Botanists are also worried about crop plants. Only about 30 species of plants are more than an occasional part of the human diet, and that’s out of more than 400,000 plant species. Often these selected crops are based on only a tiny proportion of the genetic diversity of the wild species from which they are descended. The lack of diversity can create problems with their ability to cope with new pathogens and with climate change.

Different potato varieties in the Potato Park Different potato varieties in the Potato Park, Cusco, Peru
Different potato varieties in the Potato Park in Cusco, Peru. (Photo: Courtesy of The International Institute for Environment and Development)

One of the targets of the Global Strategy for Plant Conservation is to conserve 70 percent of the genetic diversity of crops, including their wild relatives, by 2020. The journal Nature Plants has just published a study that identifies geographic hot spots of diversity where collection efforts would be particularly productive.

Alumna Allison Miller, PhD ’04, a biologist at Saint Louis University, noting that the world has run out of agricultural land, and that current agriculture practices are not sustainable because they deplete soil and water, is rethinking the problem completely. Why did early farmers domesticate only annuals and not perennials, especially when the extensive root systems of perennials do a better job of holding the soil and capturing the rainfall?

To find out, Miller says, Saint Louis University, the Missouri Botanical Garden and The Land Institute in Salina, Kansas, are developing a global inventory of wild perennial herbaceous species from which they hope to extract a short list of candidates for domestication. These candidates would be subjected to long-term experiments to make sure there is no hidden evolutionary cost to the perennial habit of growth.
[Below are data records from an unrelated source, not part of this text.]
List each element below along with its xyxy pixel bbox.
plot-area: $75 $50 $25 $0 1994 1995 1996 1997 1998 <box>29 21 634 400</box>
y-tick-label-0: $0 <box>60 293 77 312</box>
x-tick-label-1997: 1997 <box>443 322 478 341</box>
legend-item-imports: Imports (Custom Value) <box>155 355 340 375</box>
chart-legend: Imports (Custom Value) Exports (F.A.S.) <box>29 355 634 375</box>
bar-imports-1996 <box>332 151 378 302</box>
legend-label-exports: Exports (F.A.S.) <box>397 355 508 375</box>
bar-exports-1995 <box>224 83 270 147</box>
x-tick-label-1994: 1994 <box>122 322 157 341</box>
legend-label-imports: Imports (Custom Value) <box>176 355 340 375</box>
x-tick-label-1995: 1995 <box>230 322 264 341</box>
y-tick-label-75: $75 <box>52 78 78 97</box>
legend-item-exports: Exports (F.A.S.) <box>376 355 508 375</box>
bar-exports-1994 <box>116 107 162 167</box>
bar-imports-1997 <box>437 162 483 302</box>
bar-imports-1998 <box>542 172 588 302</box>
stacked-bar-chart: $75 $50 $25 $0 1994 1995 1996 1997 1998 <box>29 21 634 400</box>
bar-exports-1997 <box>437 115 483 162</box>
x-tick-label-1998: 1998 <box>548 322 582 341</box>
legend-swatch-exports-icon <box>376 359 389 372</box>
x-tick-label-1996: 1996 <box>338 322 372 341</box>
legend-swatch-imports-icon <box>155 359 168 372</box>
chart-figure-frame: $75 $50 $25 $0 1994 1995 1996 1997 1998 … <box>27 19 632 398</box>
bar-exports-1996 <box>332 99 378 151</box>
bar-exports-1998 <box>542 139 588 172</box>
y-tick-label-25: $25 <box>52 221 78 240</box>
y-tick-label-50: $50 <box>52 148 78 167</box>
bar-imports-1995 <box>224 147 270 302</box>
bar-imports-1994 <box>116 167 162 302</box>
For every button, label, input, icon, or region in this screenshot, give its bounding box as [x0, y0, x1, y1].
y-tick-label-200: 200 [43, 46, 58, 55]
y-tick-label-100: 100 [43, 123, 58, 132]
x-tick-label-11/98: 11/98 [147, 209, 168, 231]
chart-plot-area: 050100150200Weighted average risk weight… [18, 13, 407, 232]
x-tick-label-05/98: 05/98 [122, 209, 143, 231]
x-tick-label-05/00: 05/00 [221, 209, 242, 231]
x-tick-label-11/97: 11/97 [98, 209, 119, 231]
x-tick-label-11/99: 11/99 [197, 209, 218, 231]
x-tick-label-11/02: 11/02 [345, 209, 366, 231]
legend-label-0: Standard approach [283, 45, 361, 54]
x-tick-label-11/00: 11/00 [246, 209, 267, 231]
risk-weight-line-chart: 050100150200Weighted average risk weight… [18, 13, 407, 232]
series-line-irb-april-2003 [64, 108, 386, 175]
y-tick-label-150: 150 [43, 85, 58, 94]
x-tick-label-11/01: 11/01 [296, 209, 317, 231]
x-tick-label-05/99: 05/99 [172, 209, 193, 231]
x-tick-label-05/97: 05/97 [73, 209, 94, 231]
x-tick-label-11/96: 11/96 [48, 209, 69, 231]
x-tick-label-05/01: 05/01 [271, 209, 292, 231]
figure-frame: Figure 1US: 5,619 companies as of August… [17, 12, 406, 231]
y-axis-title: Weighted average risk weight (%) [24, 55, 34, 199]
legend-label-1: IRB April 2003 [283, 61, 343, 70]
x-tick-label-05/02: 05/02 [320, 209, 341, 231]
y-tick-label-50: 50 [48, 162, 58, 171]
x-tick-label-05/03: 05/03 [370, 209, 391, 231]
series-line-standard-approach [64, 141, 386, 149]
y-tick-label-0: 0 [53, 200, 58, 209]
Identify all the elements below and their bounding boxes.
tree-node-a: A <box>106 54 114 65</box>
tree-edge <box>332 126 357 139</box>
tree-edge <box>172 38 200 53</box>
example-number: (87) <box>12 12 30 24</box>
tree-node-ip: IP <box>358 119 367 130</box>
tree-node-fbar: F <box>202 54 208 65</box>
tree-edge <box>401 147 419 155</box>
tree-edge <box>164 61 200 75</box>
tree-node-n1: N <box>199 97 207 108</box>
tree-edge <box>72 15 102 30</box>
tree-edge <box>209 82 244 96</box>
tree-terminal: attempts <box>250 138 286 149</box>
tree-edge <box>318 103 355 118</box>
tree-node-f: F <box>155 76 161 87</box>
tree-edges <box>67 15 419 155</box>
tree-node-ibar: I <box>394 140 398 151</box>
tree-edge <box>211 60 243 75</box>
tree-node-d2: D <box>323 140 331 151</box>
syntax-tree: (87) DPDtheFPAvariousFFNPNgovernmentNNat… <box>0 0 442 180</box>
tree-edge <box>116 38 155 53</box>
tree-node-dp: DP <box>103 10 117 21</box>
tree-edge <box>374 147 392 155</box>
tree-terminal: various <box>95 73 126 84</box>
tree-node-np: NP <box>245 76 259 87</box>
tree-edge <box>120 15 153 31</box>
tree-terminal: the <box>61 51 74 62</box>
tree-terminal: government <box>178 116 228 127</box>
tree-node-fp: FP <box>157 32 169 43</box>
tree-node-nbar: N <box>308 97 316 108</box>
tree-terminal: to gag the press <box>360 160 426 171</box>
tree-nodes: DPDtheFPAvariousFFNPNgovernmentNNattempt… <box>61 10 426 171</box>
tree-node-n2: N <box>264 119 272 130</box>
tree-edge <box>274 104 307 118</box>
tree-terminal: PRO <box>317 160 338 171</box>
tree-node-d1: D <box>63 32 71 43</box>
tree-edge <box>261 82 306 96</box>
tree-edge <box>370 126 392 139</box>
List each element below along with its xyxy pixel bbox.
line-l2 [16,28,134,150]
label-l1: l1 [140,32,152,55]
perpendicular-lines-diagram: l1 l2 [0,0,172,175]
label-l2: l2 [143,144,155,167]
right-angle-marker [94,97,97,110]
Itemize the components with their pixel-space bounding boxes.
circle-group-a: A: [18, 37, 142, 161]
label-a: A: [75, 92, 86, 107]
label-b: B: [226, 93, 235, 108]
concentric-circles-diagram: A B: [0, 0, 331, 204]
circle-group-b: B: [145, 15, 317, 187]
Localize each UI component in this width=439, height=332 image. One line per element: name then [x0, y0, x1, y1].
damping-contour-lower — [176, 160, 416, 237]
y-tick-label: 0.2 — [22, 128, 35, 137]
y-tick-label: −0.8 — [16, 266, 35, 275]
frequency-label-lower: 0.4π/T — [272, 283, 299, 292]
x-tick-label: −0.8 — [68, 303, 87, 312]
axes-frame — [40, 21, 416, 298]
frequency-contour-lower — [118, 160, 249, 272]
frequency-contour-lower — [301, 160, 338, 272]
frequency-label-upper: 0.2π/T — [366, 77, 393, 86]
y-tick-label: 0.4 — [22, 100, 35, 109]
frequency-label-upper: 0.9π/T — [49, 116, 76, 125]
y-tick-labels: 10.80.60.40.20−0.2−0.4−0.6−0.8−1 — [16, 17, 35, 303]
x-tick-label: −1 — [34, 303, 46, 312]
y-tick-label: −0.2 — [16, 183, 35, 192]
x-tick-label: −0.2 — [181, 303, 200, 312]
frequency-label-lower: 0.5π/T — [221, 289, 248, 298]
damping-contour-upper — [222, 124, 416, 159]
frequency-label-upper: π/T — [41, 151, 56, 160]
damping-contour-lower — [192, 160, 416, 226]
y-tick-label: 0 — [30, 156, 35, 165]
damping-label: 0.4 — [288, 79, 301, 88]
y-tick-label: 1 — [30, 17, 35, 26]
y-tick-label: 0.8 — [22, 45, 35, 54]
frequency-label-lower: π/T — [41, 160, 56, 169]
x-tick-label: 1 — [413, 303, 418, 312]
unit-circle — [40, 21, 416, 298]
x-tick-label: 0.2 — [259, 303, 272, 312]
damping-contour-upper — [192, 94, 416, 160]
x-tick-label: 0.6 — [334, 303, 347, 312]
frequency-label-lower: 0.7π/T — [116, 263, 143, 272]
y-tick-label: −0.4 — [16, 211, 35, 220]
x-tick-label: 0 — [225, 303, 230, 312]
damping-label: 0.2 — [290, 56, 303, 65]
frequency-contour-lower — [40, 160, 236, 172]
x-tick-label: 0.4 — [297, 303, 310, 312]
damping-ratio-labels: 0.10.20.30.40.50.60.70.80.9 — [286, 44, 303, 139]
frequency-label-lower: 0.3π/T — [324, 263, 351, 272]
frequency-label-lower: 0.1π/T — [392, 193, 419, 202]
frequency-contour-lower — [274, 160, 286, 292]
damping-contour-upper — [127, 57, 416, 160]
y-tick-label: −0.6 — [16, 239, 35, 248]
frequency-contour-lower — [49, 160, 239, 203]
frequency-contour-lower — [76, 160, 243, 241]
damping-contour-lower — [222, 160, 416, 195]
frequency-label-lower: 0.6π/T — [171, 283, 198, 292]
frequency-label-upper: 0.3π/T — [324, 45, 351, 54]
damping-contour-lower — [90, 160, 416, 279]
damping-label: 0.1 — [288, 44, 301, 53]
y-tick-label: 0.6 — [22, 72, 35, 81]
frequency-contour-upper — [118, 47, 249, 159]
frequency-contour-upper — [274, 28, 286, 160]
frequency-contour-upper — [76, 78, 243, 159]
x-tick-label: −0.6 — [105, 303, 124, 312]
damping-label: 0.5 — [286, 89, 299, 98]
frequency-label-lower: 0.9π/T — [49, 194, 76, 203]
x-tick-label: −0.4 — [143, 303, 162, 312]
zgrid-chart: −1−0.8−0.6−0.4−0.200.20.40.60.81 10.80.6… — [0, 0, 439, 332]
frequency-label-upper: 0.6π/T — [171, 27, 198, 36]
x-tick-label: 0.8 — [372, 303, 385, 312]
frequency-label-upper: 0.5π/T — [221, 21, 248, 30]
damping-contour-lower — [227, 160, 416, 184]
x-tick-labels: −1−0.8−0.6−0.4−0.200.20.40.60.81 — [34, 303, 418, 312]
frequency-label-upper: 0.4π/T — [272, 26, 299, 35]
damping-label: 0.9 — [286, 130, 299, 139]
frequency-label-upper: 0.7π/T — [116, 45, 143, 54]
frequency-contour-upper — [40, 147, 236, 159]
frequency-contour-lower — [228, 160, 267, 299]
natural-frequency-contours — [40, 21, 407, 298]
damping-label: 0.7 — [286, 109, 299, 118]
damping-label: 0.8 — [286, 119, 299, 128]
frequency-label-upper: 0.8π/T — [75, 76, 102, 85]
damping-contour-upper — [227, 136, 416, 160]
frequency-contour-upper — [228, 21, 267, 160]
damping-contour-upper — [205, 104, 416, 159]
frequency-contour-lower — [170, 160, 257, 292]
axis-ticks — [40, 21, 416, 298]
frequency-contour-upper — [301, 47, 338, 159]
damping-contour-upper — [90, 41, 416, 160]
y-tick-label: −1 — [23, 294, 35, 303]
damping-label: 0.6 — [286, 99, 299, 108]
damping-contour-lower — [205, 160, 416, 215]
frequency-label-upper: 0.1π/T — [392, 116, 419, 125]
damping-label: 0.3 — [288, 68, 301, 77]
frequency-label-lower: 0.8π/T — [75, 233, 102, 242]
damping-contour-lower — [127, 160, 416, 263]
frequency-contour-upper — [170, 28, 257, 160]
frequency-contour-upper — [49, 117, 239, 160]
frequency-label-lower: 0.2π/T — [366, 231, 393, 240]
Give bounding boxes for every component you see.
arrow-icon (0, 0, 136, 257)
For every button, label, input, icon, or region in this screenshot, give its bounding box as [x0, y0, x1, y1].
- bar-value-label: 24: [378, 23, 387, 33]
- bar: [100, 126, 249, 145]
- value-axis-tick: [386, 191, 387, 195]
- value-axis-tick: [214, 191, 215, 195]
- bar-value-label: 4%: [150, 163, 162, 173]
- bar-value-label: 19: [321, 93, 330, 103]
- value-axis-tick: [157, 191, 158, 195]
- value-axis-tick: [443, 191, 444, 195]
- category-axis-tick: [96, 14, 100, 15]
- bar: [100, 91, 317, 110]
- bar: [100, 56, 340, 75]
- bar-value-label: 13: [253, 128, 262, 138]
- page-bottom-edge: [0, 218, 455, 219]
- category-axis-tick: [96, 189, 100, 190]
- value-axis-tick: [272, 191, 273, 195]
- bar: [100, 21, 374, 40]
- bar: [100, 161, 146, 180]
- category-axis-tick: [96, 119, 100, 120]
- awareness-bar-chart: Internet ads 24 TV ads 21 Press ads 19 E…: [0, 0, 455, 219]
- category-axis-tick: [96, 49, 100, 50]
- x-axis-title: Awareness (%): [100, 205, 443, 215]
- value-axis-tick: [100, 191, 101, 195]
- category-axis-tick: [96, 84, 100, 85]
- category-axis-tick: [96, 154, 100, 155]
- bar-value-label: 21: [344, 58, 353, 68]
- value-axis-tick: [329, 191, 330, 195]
But the botanists are by no means limiting themselves to useful plants or plants of economic importance. They are also mounting heroic efforts to rescue the endemic plants  of Madagascar and Mauritius, both of which possess distinctive floras that long flourished in island isolation but are now in grave danger.

SS AK Madagascar-Mahabo trip 481
On Madagascar, plants have many uses. (Photo: Courtesy of Missouri Botanical Garden)

Andrew Wyatt, vice president of horticulture at the Missouri Botanical Garden, described the collaboration between MBG and the National Park and Conservation Service in Mauritius to rescue all 267 plant species, 89 percent of which are endangered on the island. In some cases, they are collecting seeds, bringing them back to St. Louis to study how best to make them germinate, raising seedlings in their “living collection,” and then returning them to Mauritius. “We’re working to ensure that no more plant species go the way of the dodo, which was also native to Mauritius, into extinction,”  Wyatt says.

Wyse Jackson does not expect miracles. As he told the Irish Times, “I suspect in the future our strategies will have to be based on a large element of pragmatism. There will be no ultimate solution for any of these things, just the best possible fix according to what resources we have.”

But if you hadn’t heard anything except the stories of loss, it was thrilling to hear botanists mention in passing the many, many efforts now being made on behalf of plants.

Wyse Jackson co-chairs the World Flora Online, a consortium to make baseline knowledge of all of the world’s plants available on the Internet by 2020. There’s also Kew Garden’s gorgeous State of the World’s Plants report, the Global Tree Assessment, the Ecological Restoration Alliance of Botanic Gardens, the Global Seed Conservation Challenge and many others. All these efforts in support of the Global Strategy for Plant Conservation are acts of optimism, engagement and hope.